Producing RMarkdown reports with Plumber
By chrisbeeley
I wasn’t going to post this until I got it working on the server but I’ve got the wrong train ticket and am stuck in London St Pancras until 7pm so I thought I’d be productive and put it up now.
So I launched a new version of the patient experience dashboard. I forget if I mentioned it on here or not. I think not. It’s here http://109.74.194.173:8080/apps/SUCE/ and the code is here https://github.com/ChrisBeeley/patient-experience-dashboard. (I should add that I’ve launched a bit early because of an event so it will be a little buggy- forgive me for that).
One of the things we’ve done is get rid of the static reports that we used to host on the website, which we’re just generated as HTML, uploaded to the CMS and left there. We have preferred instead to switch to a dynamic reporting system which can generate different reports from a fresh set of data each time (I’ve barely started to implement different reports, so it’s very bare bones at the moment, but that’s the idea, at least).

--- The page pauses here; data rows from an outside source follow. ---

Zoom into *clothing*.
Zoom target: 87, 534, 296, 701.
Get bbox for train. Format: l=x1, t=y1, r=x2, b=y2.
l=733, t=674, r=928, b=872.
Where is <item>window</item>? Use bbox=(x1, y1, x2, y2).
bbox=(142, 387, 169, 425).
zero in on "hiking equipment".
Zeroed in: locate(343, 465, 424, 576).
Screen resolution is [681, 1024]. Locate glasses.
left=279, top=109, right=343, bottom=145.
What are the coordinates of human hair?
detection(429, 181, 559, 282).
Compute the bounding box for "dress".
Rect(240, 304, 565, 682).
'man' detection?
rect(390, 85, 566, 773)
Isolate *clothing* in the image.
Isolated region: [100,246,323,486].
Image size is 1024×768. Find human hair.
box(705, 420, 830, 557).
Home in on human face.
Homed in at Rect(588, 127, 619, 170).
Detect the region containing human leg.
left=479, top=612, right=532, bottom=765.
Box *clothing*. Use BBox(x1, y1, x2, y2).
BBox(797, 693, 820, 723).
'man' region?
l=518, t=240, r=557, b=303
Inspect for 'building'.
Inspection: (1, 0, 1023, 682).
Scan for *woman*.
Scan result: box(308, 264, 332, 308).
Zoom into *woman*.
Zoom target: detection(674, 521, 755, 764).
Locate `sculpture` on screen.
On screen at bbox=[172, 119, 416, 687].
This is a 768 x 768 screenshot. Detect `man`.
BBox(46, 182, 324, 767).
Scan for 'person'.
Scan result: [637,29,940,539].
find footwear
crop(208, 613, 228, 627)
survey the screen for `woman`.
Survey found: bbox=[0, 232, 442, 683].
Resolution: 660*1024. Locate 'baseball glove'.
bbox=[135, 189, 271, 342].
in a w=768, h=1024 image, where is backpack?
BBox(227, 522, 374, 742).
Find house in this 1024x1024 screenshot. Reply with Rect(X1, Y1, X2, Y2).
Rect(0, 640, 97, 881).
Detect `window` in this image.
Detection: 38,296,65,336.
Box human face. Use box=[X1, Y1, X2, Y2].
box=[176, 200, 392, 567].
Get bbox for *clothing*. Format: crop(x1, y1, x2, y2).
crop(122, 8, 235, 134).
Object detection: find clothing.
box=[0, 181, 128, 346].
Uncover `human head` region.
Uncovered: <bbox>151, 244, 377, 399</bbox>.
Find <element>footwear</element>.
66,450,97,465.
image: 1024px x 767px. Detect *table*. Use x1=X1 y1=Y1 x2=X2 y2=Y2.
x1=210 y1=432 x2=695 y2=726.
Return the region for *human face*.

One of my users, however, liked the way that the old reports would have links to all the team reports on. So she would send out one weblink to service managers and it would have all of the different teams on it and they could just click on each one as they wished. So I need to replicate this somehow. My thinking has gone all round the houses so I’ll spare you the details but basically I thought originally that I could do this with Shiny, generating URLs in each report that would contain query strings that could then be fed into the report generator, which means that clicking each link would bring back each team report. I can’t say for definite that it’s impossible, but I couldn’t figure out a way to do it because Shiny downloads are much more built around the idea that your user clicks a button to get the report. I could have had the link generate a Shiny application with a button in that you press to get the team report, but that’s two clicks and seems a bit clunky. Really, Shiny is not the correct way to solve this problem.
So I hit upon the idea of doing it with Plumber (https://www.rplumber.io/). There are very few examples that I could find on the internet of using Plumber to generate parameterised reports with RMarkdown, and none at all generating Word documents (which everyone here prefers) so I’m offering this to help out the next person who wants to do this.
Just getting any old RMarkdown to render to HTML is pretty easy. Have a look at the Plumber documentation, obviously, but basically you’re looking at
<pre class="brush: r; title: ; notranslate" title="">
#* @serializer contentType list(type="application/html")
#* @get /test
function(res){
include_rmd("test_report.Rmd", res)
}
If you run this API on your machine it will be available at localhost:8000/test (or whatever port Plumber tells you it’s running on). You can see where the /test location is defined, just above the function.
Easy so far. I had two problems. The first one was including parameters. For all I know this is possible with the include_rmd function but I couldn’t work it out so I found I had to use rmarkdown::render in the function. Like this:
<pre class="brush: r; title: ; notranslate" title="">
#* @serializer contentType list(type="application/html")
#* @get /html
function(team){
tmp <- tempfile()
render("team_quarterly.Rmd", tmp, output_format = "html_document",
params = list(team = team))
readBin(tmp, "raw", n=file.info(tmp)$size)
}
This API will be available on localhost:8000/html?team=301 (or whatever you want to set team to).
The RMarkdown just looks like this:
<pre class="brush: r; title: ; notranslate" title="">
---
title: Quarterly report
output: html_document
params:
team: NA
---
`r params$team`
You can see you define the params in the YAML and then they’re available with params$team, which will be set to whatever your ?team=XXX search string is.
Okay, getting there now. The last headache I had was making a Word document. This is only difficult because I didn’t know to put the correct application type in the serializer bit on the first line that defines the API. You just need this:
<pre class="brush: r; title: ; notranslate" title="">
#* @serializer contentType list(type="application/vnd.openxmlformats-officedocument.wordprocessingml.document")
#* @get /word
function(team){
tmp <- tempfile()
render("team_quarterly.Rmd", tmp, output_format = "word_document",
params = list(team = team))
readBin(tmp, "raw", n=file.info(tmp)$size)
}
This will be available at localhost/word?team=301.
That’s it! Easy when you know how. All the code is on Git here https://github.com/ChrisBeeley/reports_with_plumber.
I’m pretty excited about this. I did it to solve a very specific problem that I had for one of my dashboard users but it’s pretty obvious that having an API that can return reports parameterised by query string is going to be a very powerful and flexible tool in a lot of my work.